--- DATA SHOWN ---

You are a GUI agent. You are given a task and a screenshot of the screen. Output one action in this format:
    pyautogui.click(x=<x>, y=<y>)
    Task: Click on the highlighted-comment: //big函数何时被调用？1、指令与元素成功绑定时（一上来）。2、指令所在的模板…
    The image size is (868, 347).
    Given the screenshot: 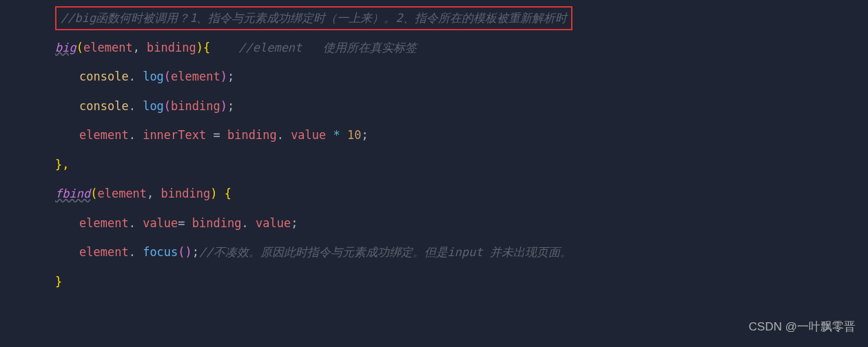 What is the action you would take?
    pyautogui.click(x=314, y=18)
    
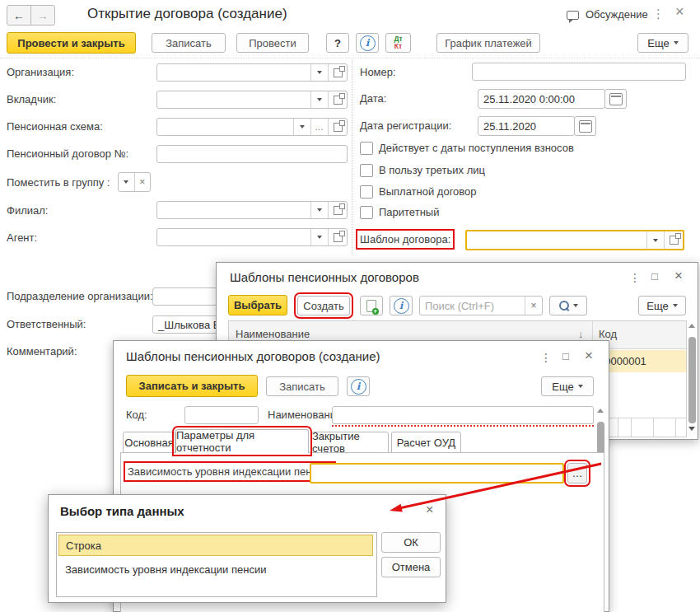  What do you see at coordinates (252, 100) in the screenshot?
I see `depositor-field` at bounding box center [252, 100].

---

Please retype the listing word for word, from its first line through the line containing "The image size is (868, 347).", and add nothing else.

You are a GUI agent. You are given a task and a screenshot of the screen. Output one action in this format:
    pyautogui.click(x=<x>, y=<y>)
    Task: Click on the highlighted-comment: //big函数何时被调用？1、指令与元素成功绑定时（一上来）。2、指令所在的模板…
    The image size is (868, 347).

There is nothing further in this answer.